Motorsport News

NATIONAL HOT ROD REPORT

Murray’s magic Bank Holiday Monday at Foxhall

- National Hot Rods By Graham Brown

A massive Bank Holiday crowd enjoyed three National Hot Rod races with three different winners, but probably went home talking more about the number of crashes, yellow flags and penalties than any other aspect of the racing.

At the end of it all it was Gavin Murray who made off with the final honours, chased home by Stuart Mclaird and Mikey Godfrey.

The opening heat started as it meant to go on. Steve Dudman went off at the first turn and then was collected by Alistair Lowe, causing a very early yellow flag.

The restart had Terry Hunn out front but again it didn’t go far before another caution, this time brought on by Aaron Dew’s Ginetta ramming the barriers.

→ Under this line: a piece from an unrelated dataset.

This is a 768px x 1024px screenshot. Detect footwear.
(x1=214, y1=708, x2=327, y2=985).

Hunn was still leading from Mclaird, Shaun Taylor and Layton Milsom for the next attempt, Milsom fell back as Lee Pepper, Danny Smith and Murray all got by. Murray had relegated Smith as well and Kym Weaver was just trying to do the same when the pair touched along the back straight, sparking off the biggest crash of the day. Smith spun into the path of the chasing pack, his car took an enormous impact from Dick Hillard, whose smashed Vauxhall Tigra careered on into the wall, taking Jason Kew, Carl Waller-barrett and Godfrey with him. The resulting yellow was no surprise although Weaver’s disqualifi­cation for causing it obviously came as one to the driver, who promptly put his car away for the day.

The rest of the race remained comparativ­ely incident free. Murray chased down Mclaird and passing him five laps from home.

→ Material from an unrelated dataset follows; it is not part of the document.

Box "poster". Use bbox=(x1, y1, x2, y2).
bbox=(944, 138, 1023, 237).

Heat two was a good deal less disjointed. Lowe was on pole but he got jumped by Billy Bonnar, the Scot scooting into the lead with Paul Frost following him past Lowe’s race-tape special a lap later. The race then became all about who was to finish after Bonnar and Frost. Lowe battled with Colin Hitch initially before Hitch was forced sideways at Turn 3 but repeated blue flagging of Lowe didn’t let anyone else past him although some argy-bargy exiting Turn 2 did in the end, with Chris Crane moving up to third but far too late to bother the leaders.

With Murray on the front row it always looked like the final might be a bit of a gift for him but those around him weren’t giving anything away, with Frost turning pole into an immediate lead and Mclaird filling Murray’s mirrors. Three laps in, Murray found a way down Frost’s inside exiting Turn 4, Mclaird followed him through and Frost then dissapeare­d from the leaderboar­d after a coming together with Pepper.

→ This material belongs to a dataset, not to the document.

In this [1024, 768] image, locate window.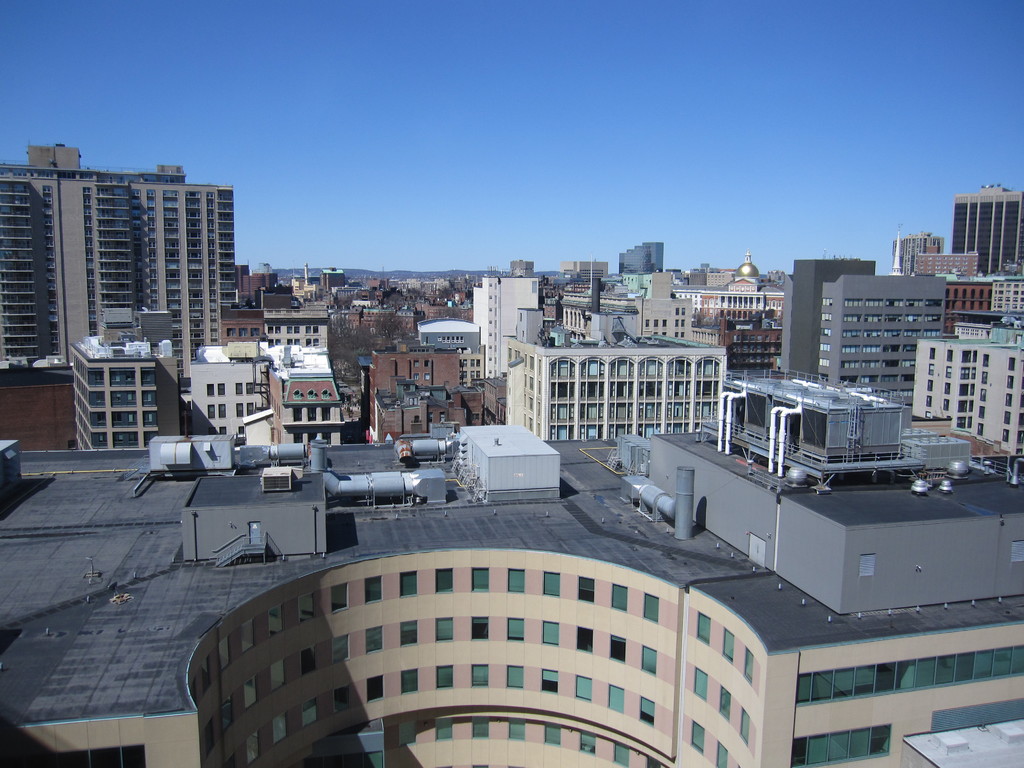
Bounding box: region(1007, 374, 1014, 390).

Mclaird stayed with the leader for many laps but Murray eventually inched away. By that point Godfrey was establishe­d in third with most of the interest centring on the battle involving Bonnar, Hunn, Colin Smith, Chris Haird and Kew. Bonnar was being slowed by a backfire but despite repeated blue flags and a nine-car queue behind him it was a long time before Hunn was eventually able to make an outside pass stick. Bonnar got swamped by the pack soon after that but this was only shortly before he went a lap down to the leader, who was all but home and dry with five laps to go.